A review by pastelwriter
The President and the Frog by Caro De Robertis

emotional inspiring slow-paced
  • Plot- or character-driven? Character
  • Loveable characters? Yes
  • Flaws of characters a main focus? Yes

5.0

There are books in this world that speak to you in such a visceral way that it becomes near impossible to articulate their significance. Still, I must try.

The President and the Frog is not for everyone. Although it overwhelmingly has positive reviews, I would not lightly recommend this book. It was not written in such a way to be loved by all. I loved it because, from the first page, I knew Caro de Robertis was going to tell me a story that would ring true for me.

The simplest way to explain my immediate love for this novel is that I love the way that De Robertis crafts sentences. At the sentence structure level, De Robertis writes sentences that feed my brain. Sentences that make my brain go, yes yes yes more please! This is in many ways something that comes to me from being a Spanish speaker. Many writers who write in Spanish write meandering sentences that may seem like they’re running off to nowhere, but these very deviations are what build the cadence of the story. The story would not feel right if the authors were, instead, to get right to the point every single time. It’s a writing style that some authors from the Romanticism era capture (which is why they are in the small handful of classics I love). All this to say, the writing style of this novel suits me perfectly.

Beyond the writing from a craft perspective, I’m always surprised and slightly torn open (in the best way) by stories that force me to confront the fact that I used to suffer from depression. I’m someone who has been more accepting of my anxiety and been prone to downplay my depression. This is mostly because depression is not an ongoing battle for me. It was in my life because of the circumstances I was in. Many quotes in this book verbalize how I felt at the time and what I longed for.

“He’d finally lost his grip on reality. Well, good, all the better, and about time too, fuck reality, he thought, I don’t want to hold it anymore my fingers hurt too much for that.”

“What superhuman mental strength does it require to lift your thoughts to the right frequency for survival, how to find that strength, where to source it, what’s the way? […] Sometimes he longed only for the stupor of forgetting, a falling as if into sleep, only into a state more numb than sleep, more permanent […] Every time temptation slunk toward him, he found himself rattled by and yet.”

Quotes like this spoke to that time in my life perfectly. I struggle to find the words for that time of my life, and I cry in joy and pain when I encounter a book, an author, that has found the words. It feels like a labor of love. They did not do it thinking of me specifically, but I feel the love of being known. The love of recognition. It is an experience I’m always grateful for. It is a gift that I could never express properly the thanks I feel. Beyond a simple, thank you thank you thank you.

Outside of this, I think the last parting thought I can give for why I loved this was that it perfectly encapsulated the complicated creature that is living in our world. The fear for the state of our planet, its health and the health of the people and animals on it, and simultaneously the hope for survival. Both a sense of hopelessness yet refusal to give up. This refusal born from the little things that make this world worth saving. But most of all, the love we should all feel for the earth and how it nurtures and sustains us.

There’s not much else I can say. As I told my friend when I tried talking about this book, I loved it because it is. I loved it because it exists.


## Task brief
If a record holds a picture, leave the picture out and copy everything else exactly.

## Input data
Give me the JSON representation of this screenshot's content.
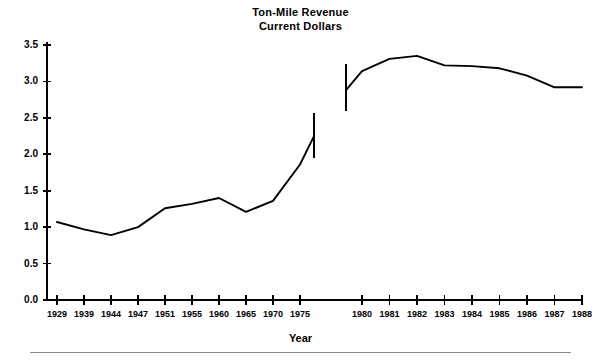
{
  "figure": {
    "width": 601,
    "height": 361,
    "background": "#ffffff",
    "ink_color": "#000000",
    "rule_color": "#8a8a8a"
  },
  "title": {
    "line1": "Ton-Mile Revenue",
    "line2": "Current Dollars"
  },
  "axis_caption": "Year",
  "chart_data": {
    "type": "line",
    "title": "Ton-Mile Revenue Current Dollars",
    "xlabel": "Year",
    "ylabel": "",
    "ylim": [
      0.0,
      3.5
    ],
    "ytick_labels": [
      "0.0",
      "0.5",
      "1.0",
      "1.5",
      "2.0",
      "2.5",
      "3.0",
      "3.5"
    ],
    "ytick_values": [
      0.0,
      0.5,
      1.0,
      1.5,
      2.0,
      2.5,
      3.0,
      3.5
    ],
    "xtick_labels": [
      "1929",
      "1939",
      "1944",
      "1947",
      "1951",
      "1955",
      "1960",
      "1965",
      "1970",
      "1975",
      "1980",
      "1981",
      "1982",
      "1983",
      "1984",
      "1985",
      "1986",
      "1987",
      "1988"
    ],
    "grid": false,
    "legend": "none",
    "note": "Axis is categorical with a visual break between the 1975 block and the 1980 block; two line segments are drawn, each terminated by a vertical break marker.",
    "series": [
      {
        "name": "Ton-mile revenue (current dollars), 1929-1976",
        "categories": [
          "1929",
          "1939",
          "1944",
          "1947",
          "1951",
          "1955",
          "1960",
          "1965",
          "1970",
          "1975",
          "1976"
        ],
        "values": [
          1.07,
          0.97,
          0.89,
          1.0,
          1.26,
          1.32,
          1.4,
          1.21,
          1.36,
          1.86,
          2.25
        ]
      },
      {
        "name": "Ton-mile revenue (current dollars), 1979-1988",
        "categories": [
          "1979",
          "1980",
          "1981",
          "1982",
          "1983",
          "1984",
          "1985",
          "1986",
          "1987",
          "1988"
        ],
        "values": [
          2.88,
          3.14,
          3.31,
          3.35,
          3.22,
          3.21,
          3.18,
          3.08,
          2.92,
          2.92
        ]
      }
    ],
    "break_markers": [
      {
        "name": "left-break-marker",
        "at_category": "1976",
        "y_from": 1.95,
        "y_to": 2.56
      },
      {
        "name": "right-break-marker",
        "at_category": "1979",
        "y_from": 2.59,
        "y_to": 3.24
      }
    ]
  }
}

## Response to this exercise
Give me the JSON representation of this screenshot's content.
{
  "figure": {
    "width": 601,
    "height": 361,
    "background": "#ffffff",
    "ink_color": "#000000",
    "rule_color": "#8a8a8a"
  },
  "title": {
    "line1": "Ton-Mile Revenue",
    "line2": "Current Dollars"
  },
  "axis_caption": "Year",
  "chart_data": {
    "type": "line",
    "title": "Ton-Mile Revenue Current Dollars",
    "xlabel": "Year",
    "ylabel": "",
    "ylim": [
      0.0,
      3.5
    ],
    "ytick_labels": [
      "0.0",
      "0.5",
      "1.0",
      "1.5",
      "2.0",
      "2.5",
      "3.0",
      "3.5"
    ],
    "ytick_values": [
      0.0,
      0.5,
      1.0,
      1.5,
      2.0,
      2.5,
      3.0,
      3.5
    ],
    "xtick_labels": [
      "1929",
      "1939",
      "1944",
      "1947",
      "1951",
      "1955",
      "1960",
      "1965",
      "1970",
      "1975",
      "1980",
      "1981",
      "1982",
      "1983",
      "1984",
      "1985",
      "1986",
      "1987",
      "1988"
    ],
    "grid": false,
    "legend": "none",
    "note": "Axis is categorical with a visual break between the 1975 block and the 1980 block; two line segments are drawn, each terminated by a vertical break marker.",
    "series": [
      {
        "name": "Ton-mile revenue (current dollars), 1929-1976",
        "categories": [
          "1929",
          "1939",
          "1944",
          "1947",
          "1951",
          "1955",
          "1960",
          "1965",
          "1970",
          "1975",
          "1976"
        ],
        "values": [
          1.07,
          0.97,
          0.89,
          1.0,
          1.26,
          1.32,
          1.4,
          1.21,
          1.36,
          1.86,
          2.25
        ]
      },
      {
        "name": "Ton-mile revenue (current dollars), 1979-1988",
        "categories": [
          "1979",
          "1980",
          "1981",
          "1982",
          "1983",
          "1984",
          "1985",
          "1986",
          "1987",
          "1988"
        ],
        "values": [
          2.88,
          3.14,
          3.31,
          3.35,
          3.22,
          3.21,
          3.18,
          3.08,
          2.92,
          2.92
        ]
      }
    ],
    "break_markers": [
      {
        "name": "left-break-marker",
        "at_category": "1976",
        "y_from": 1.95,
        "y_to": 2.56
      },
      {
        "name": "right-break-marker",
        "at_category": "1979",
        "y_from": 2.59,
        "y_to": 3.24
      }
    ]
  }
}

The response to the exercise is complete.